Does the Harker Heights school reputation actually matter for a rental?

It matters through tenant tenure. Harker Heights schools (within Killeen ISD) carry a strong local reputation, and families who move for school stability tend to renew rather than churn — and turnover is one of the biggest hidden costs in a rental. Lower turnover means fewer make-ready cycles and steadier cash flow. One caveat: school zones are assigned by address, not city, so verify the specific zone before you assume the premium applies.

How does Fort Hood drive rental demand here?

Fort Hood is one of the largest Army posts in the country, and constant PCS rotation keeps renters cycling through. BAH for an E-6 with dependents runs about $1,920/month — enough to cover a 3-bed rent with margin — which underpins rents across Harker Heights and Killeen. Harker Heights specifically attracts the slice of that demand that wants the school reputation and a quieter setting, which skews toward longer-tenure tenants.

How do I finance a duplex in Harker Heights?

Two to four units qualify as residential, so the common paths are conventional 1–4 unit financing and DSCR loans that underwrite to the property’s rent rather than your personal income. If you’ll live in one unit, owner-occupant house-hacking with low-down-payment loans is viable and lets you buy with far less cash down. The right structure depends on whether you’re owner-occupying, your debt-to-income, and how the rents underwrite.

What does a duplex cost in Harker Heights?

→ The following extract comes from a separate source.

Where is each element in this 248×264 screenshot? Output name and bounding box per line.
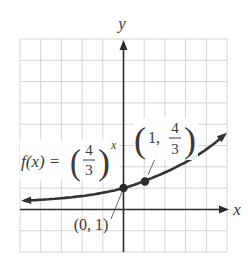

Active multifamily listings range from about $200,000 to $600,000 with a median list around $370,000, and 29 are active now. But list is not transaction price — 2026 closings came in at a median of about $221,875 as the market corrected high asking prices down. The all-time median close across ~280 sales is about $254,200 at $102 per square foot. Expect a gap between list and what these actually trade for — that gap is the leverage.

What’s the catch with buying here right now?

The thin 2026 sample is the catch. Sixteen multifamily sales is not enough to set a price off the year-to-date median — one or two unusual deals move that number a lot. The 82.2% sold-to-list and 106-day market are genuine buyer’s-market signals, but you underwrite one deal at a time against live comps, not the aggregate. The leverage is real; the precision isn’t.

Which Harker Heights neighborhoods have the most multifamily?

The subdivisions with the most tracked multifamily activity are Comanche Land, Chase Manor, Raceway Addition, and Tanglewood North, with Meadow Acres also showing volume. These are where the duplex and small-multifamily inventory concentrates. Sub-area matters for both rent and school zone, so verify the zone and pull rent comps street by street for the specific property.

Why work with Taylor Dasch on a Harker Heights investment?

Taylor is an active Central Texas investor, not just an agent, with $27M+ closed across 100+ transactions and a #28 of 2,013 ranking among Bell County agents. He underwrites a duplex the way he’d underwrite his own purchase — live comps, real gross-and-net math, school-zone verification, and honest negotiation on soft-market listings. On a market this thin, the value is someone who prices each deal off current comps instead of a misleading average.

Taylor Dasch, EG Realty — Temple TX real estate agent and investor

Taylor Dasch · EG Realty

$27M+ closed · 100+ transactions · #28 of 2,013 Bell County agents. An active Central Texas investor who underwrites duplexes the way he’d buy his own — live comps, real net math, school-zone checks, and a straight answer on whether the leverage is worth it.

Ready to use the Harker Heights leverage window?

One conversation gets you the live deal list, a real gross-and-net yield read, and a school-zone check — each property priced off comps, not list. You’ll know what’s actually worth buying, from an agent who buys these too.

Taylor Dasch · EG Realty · Temple, TX · Updated June 2026 · Central Texas MLS, Harker Heights multifamily, ~8-year window. Figures change — verify before writing an offer.